Michigan Public Health alum and PI of the California Teacher’s Study facilitates large data research collaboration with online MPH students

User on computer looking at health data

James Lacey

Principal Investigator, California Teachers Study Director, Division of Health Analytics within the Department of Computational and Quantitative Medicine at Beckman Research Institute of City of Hope

The California Teachers Study (CTS) is a large, multi-institutional, statewide cohort study established in the mid-1990s to study factors influencing women’s health among active and retired female school teachers and administrators in California. Dr. Jim Lacey is the Principal Investigator of the CTS and a University of Michigan School of Public Health alum (‘95, ‘98). Recently, Lacey described the collaboration with Michigan Public Health and the research in which students have been able to participate. He is excited to be giving back to the School of Public Health by supporting the learning of current students through remote research opportunities. 

It’s a question I hear frequently as part of the California Teachers Study team:  “What are you doing to facilitate the use of your cohort by even more researchers?” 

The California Teachers Study possesses a massive amount of high-quality data—much more data than we could ever analyze individually. This cohort study includes over 133,000 adult women who have been followed continuously since 1995. The combination of survey data & biospecimens provided by participants; data linkages for cancer, hospitalization, and mortality endpoints; and broad collection of linked environmental data can support a wide range of hypothesis-driven research on women’s health. 

Part of what makes the California Teachers Study unique is our approach to data-sharing and collaboration: we’re the first long-running cohort study to adopt the NCI’s Cancer Research Data Commons approach. The team stores our data and conducts analyses in a secure and collaborative cloud environment that enables researchers to work together regardless of their physical location. 

With the adoption of this data commons approach, collaborative research has become so much easier. More and more, investigators who had never used the CTS started coming to us with great ideas that we were thrilled to help facilitate. In summer of 2022 when I saw an email from the school’s Online MPH program asking for Michigan Public Health alumni partners to help current students with their research, we jumped at the chance to participate. The CTS dataset is perfect for student collaboration because of its size: there are so many research questions that can be explored.

Student Collaboration 

In each of the last 2 years, students in the Online MPH program working on their Applied Practice Experience capstone project (APEx) have used CTS data for their projects—including five students in Fall 2023 who simultaneously worked on the CTS. Their projects have spanned diverse topics, including COVID mortality, healthcare utilization among sexual and gender minorities, urban-rural disparities in health outcomes, job strain, and Alzheimer’s disease.

Four APEx projects by online MPH students based on CTS data were recently published on The Pursuit blog:

Our collaboration with students entails not only providing access to the CTS dataset but also providing mentorship throughout the project. The CTS team, along with students’ instructors, serves as project advisors. We guide students in finding projects that engage their interests in the beginning and continue to meet with them weekly to work through the research process, troubleshoot issues, give feedback, and sometimes encourage them to take their research beyond the project. 

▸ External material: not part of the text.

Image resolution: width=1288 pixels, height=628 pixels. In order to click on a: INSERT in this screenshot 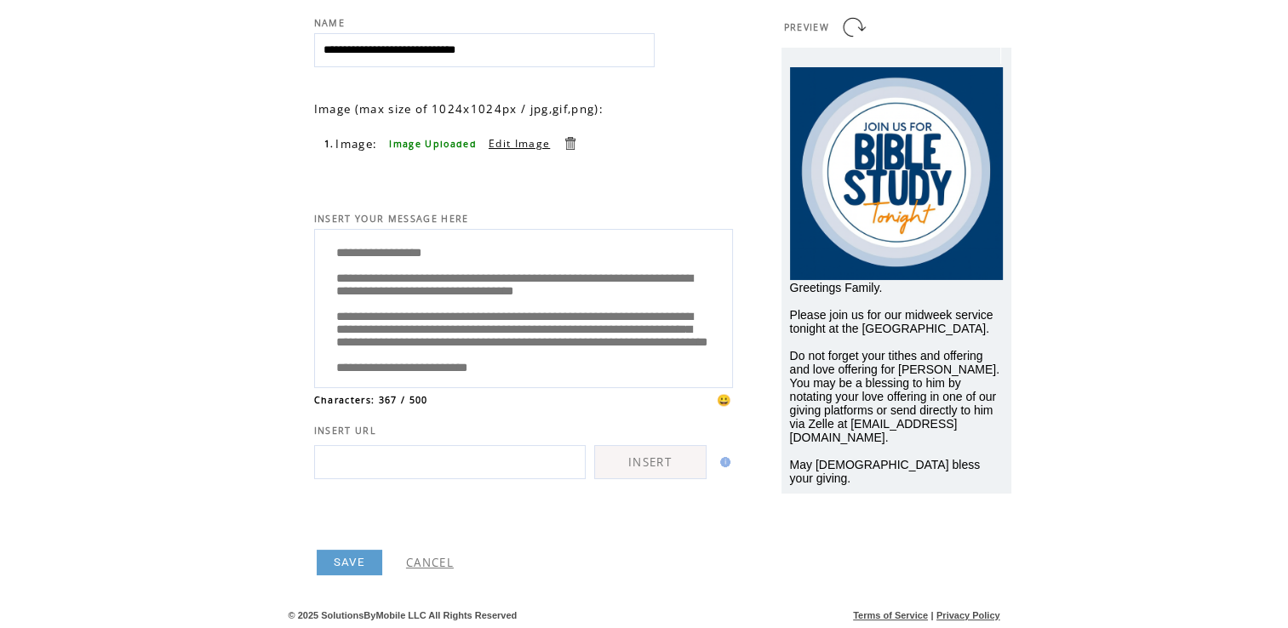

“Working with the APEx students has been a true highlight the last two years,” says Kristen Savage, Senior Research Study Program Manager. “Over just a few months, APEx students get to take a research question from the planning stage all the way through data analysis and generating results. As someone who benefited so much from hands-on learning during my own MPH, it’s fun to be on the other side and support students as they explore cohort research.”  

The California Teachers Study – APEx collaboration is one our team is eager to continue. Cohorts like the Teachers Study are designed to last for decades. I was just beginning my PhD program at Michigan Public Health when the Study began, in 1995. Now, as a PI of the Study, it’s my responsibility to be a good and generous steward of these resources. From my first days at UM-SPH, Epidemiology faculty like Dr. Sioban Harlow, Dr. MaryFran Sowers, Dr.  Hunein Maassab, and Dr. David Schottenfeld, who became my PhD advisor, were all so incredibly welcoming & supportive. We now have a chance to do the same, and it’s been a great experience.

About the author

James LaceyJames Lacey is the principal investigator of the California Teacher's Study and a University of Michigan School of Public Health alum (‘95, ‘98). His recent work as a collaborator and mentor to Online MPH students working on their APEx projects projects based on CTS data has helped students learn valuable data analytics skills and discover their research interests. He is excited to continue giving back to the University of Michigan School of Public health through offering remote research opportunities.